Throwing SAWA a bone, or it is harder than one might think

SAWA was an easy thing to get right
(Anonymous)
2004-10-13 09:39 (link) Select
When you broadcast an alternative into a society where the media is rigidly state-controlled you don't really have to be that good to attract an audience, just relatively neutral and objective.

VOA had a very good rep at one time because they hired talented expats to broadcast back home and if they showed signs of wigging out on the air with strange agendas they were pulled and replaced. VOA and Radio Free Europe were once so effective that despots like Todor Zhivkov and Ceaucescu felt compelled to try and whack some of the broadcasters.

SAWA just needed some neutral news, the music, some conversational talk programs that dealt with social issues that were relevant among educated middle-class Arabs. That's it, at least to get started.Wrong model.

First, the media is not rigidly state controlled in most of the Arab world. There are various private media outlets, onshore under various degrees of censorship, offshore (satellite) with relative freedom.

Second, to attract an audience, it has to appeal to the audience. Although there is distrust for state media organs, in most Arab countries there is enough private media that whatever its faults (and they are legion, yellow press being the main), merely being "neutral" from a Western perspective is not enough.

Third, the areas of most concern to Arabs and to Americans in re Arabs are often those areas where the US view has the least credibility - fairer reporting on Israeli-Palestinian issues runs into the knowledge of the US position and perception of complete unfairness at present. But those the ones which the US is most ideologically bound up in knots over.

In short, the Cold War model utterly misconceives the nature of the problem. The Arab world is not devoid of private media (in gross), it is not locked up controlled as in Eastern Europe and it is not utterly unfree.

Rather the problems posed are much more complex and have as much to do with market immaturity, education levels and the like as with politics.

As such, the VoA model is too simple, and mis-specifies the issues.
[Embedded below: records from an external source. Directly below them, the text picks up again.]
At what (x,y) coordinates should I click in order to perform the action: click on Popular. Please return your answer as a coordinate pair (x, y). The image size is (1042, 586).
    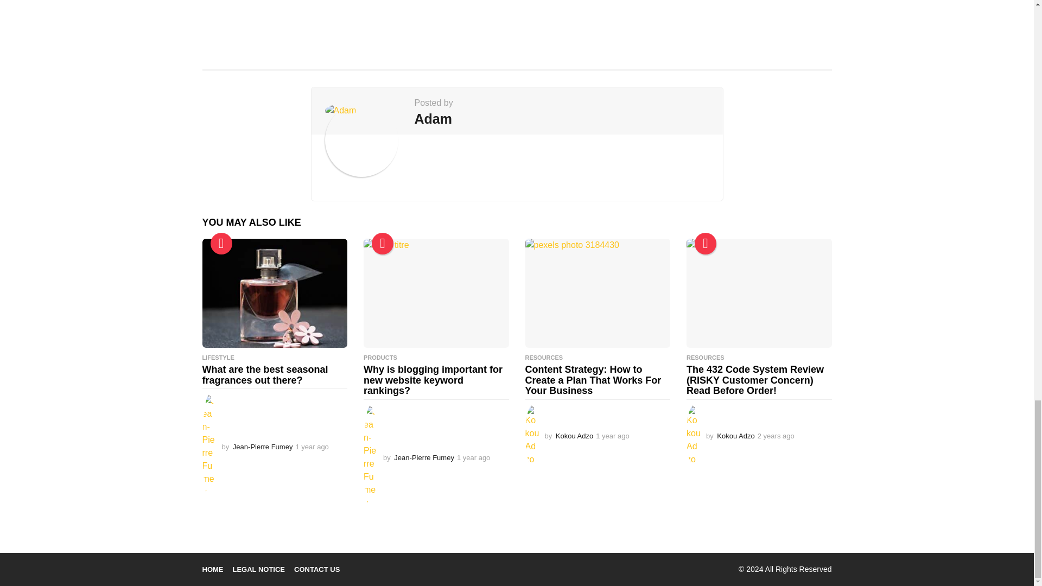
    Looking at the image, I should click on (383, 243).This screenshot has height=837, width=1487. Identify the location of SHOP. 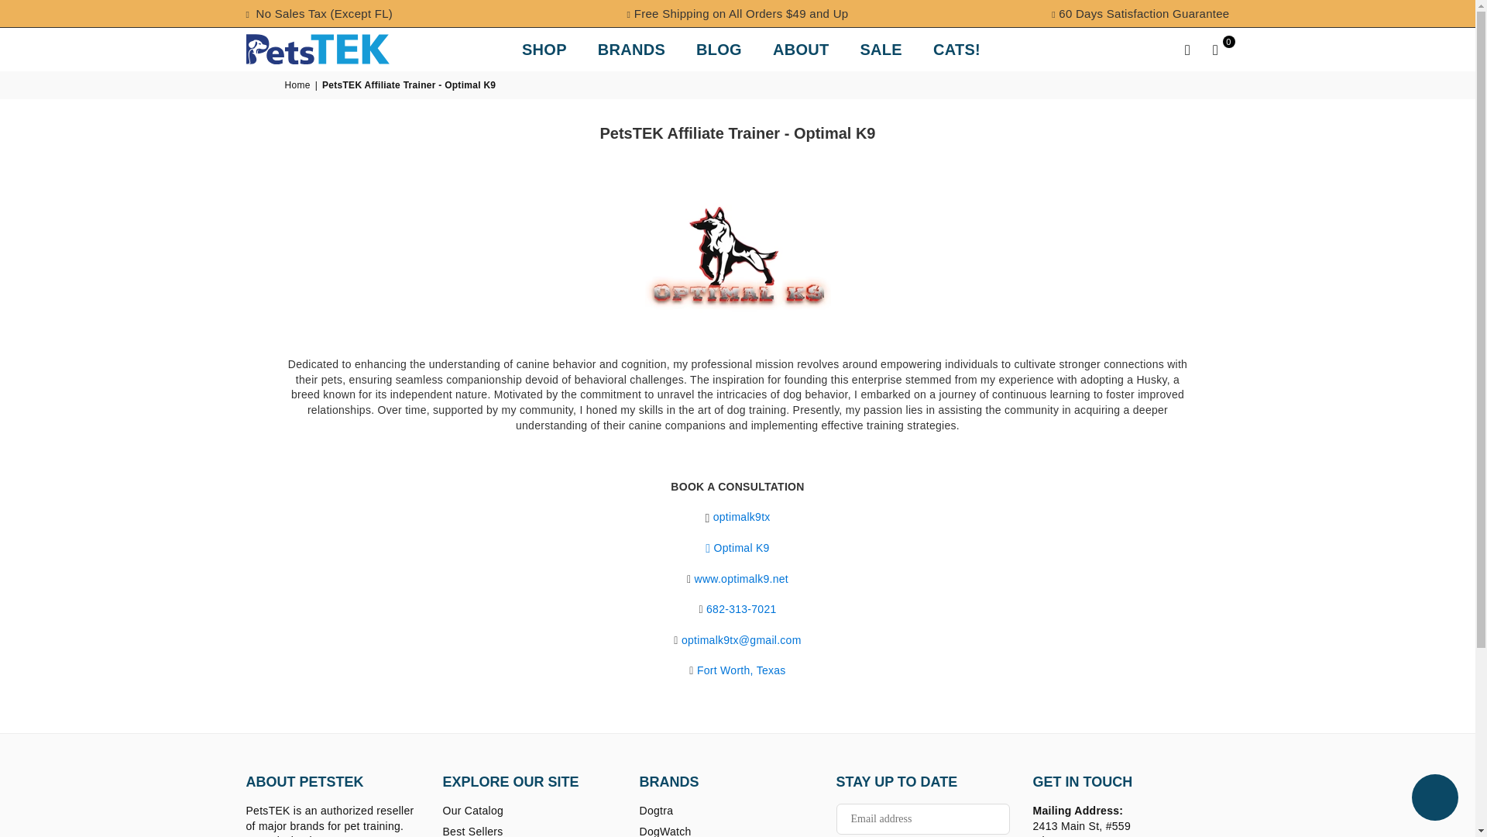
(544, 48).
SAWA in some ways had some right ideas (i.e. attracting audience) but when it comes right down to it, the issues (on a regional basis) that SAWA wants to address are either in the realm of (a) regional news, in which case private venues already do the job SAWA ostensibly is trying to get at (regionally), (b) country specific (Syria? Egypt?), in which case a country specific broadcaster is needed, (c) US Image, which requires another venue or approach - transparent agitprop is not going to work.

For regional news, there is already BBC (well entrenched and respected), various private broadcasters regionally, and the TV Sats, which are not bad.

For local, that of course is harder.

Short then: SAWA is addressing the wrong problem the wrong way at the wrong time.